Technical notes
Technical Note

Terrain map system notes

How the 3D destination map is structured around local data, relief treatment, labels, and static fallback output.

June 11, 2026 4 focus areas
MapsThree.jsTerrainVerification

Goal

The map is designed to communicate the feeling of a mountain place, not only the location of labels. The useful version combines terrain, water, routes, landmarks, and camera treatment into one readable scene.

Data model

The 3D map uses a compact local terrain payload. Elevation samples, water bodies, routes, and place labels are generated ahead of time and served from the same site. That makes the map self-contained and cacheable.

The terrain uses a 1.25x relief treatment. That is enough exaggeration to make shape and scale legible without making the map feel like fantasy terrain.

Runtime scene

The browser scene uses Three.js for terrain geometry, roads, rivers, trails, lift lines, water surfaces, projected labels, and a controlled camera. Labels are not baked into a screenshot. They are projected from map coordinates so the scene can remain data-backed.

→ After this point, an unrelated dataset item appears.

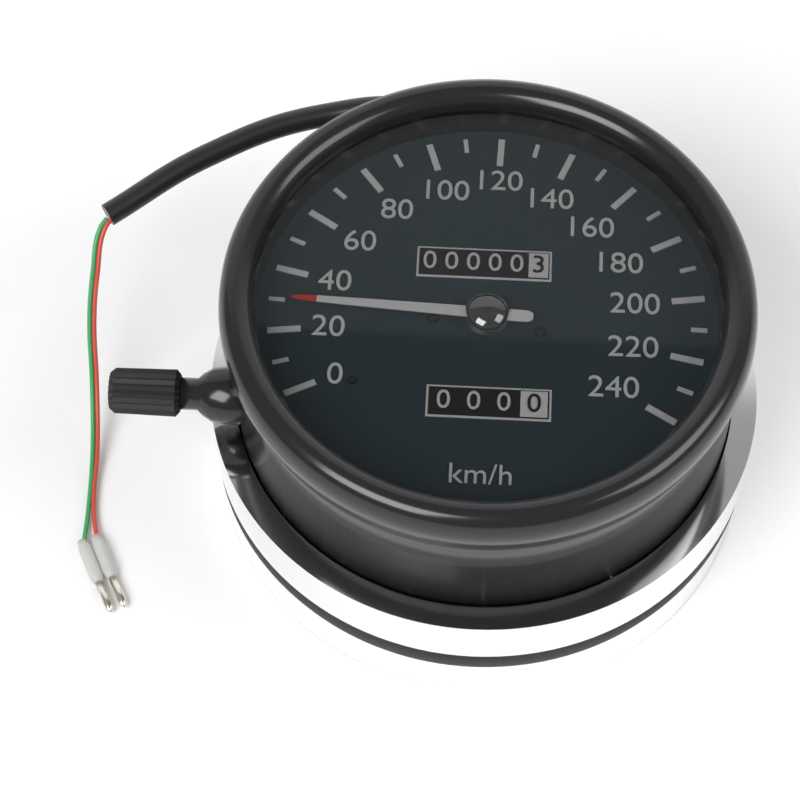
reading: 30 km/h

The map also has a static export path on the same page. That keeps the story available for lightweight pages, printable guide layouts, and offline publishing outputs where a full interactive scene would be unnecessary.

Static map rendering

The static map is not a screenshot of the 3D scene. It is rendered at build time from the same payload: a latitude-corrected projection so shapes are true at 51 degrees north, shaded relief computed from the local elevation grid and embedded as a small image, and curated trail, road, lift, water, and label layers drawn over it as plain SVG.

Routes are defined as sparse tour stops in the source data, so the build snaps each one to the real trail and road network with shortest-path routing before drawing it. The lines on the static map follow actual switchbacks instead of cutting across terrain, and the page still ships with no map library and no runtime JavaScript.

Verification

The map has a Playwright verification script that checks both desktop and mobile viewports. It confirms that the canvas is not blank, enough color variance exists to prove the scene rendered, labels remain in bounds, and the reset interaction works.

That testing is not decorative. Interactive visual work fails in ways normal type checks cannot catch, so the site treats rendered output as something worth verifying.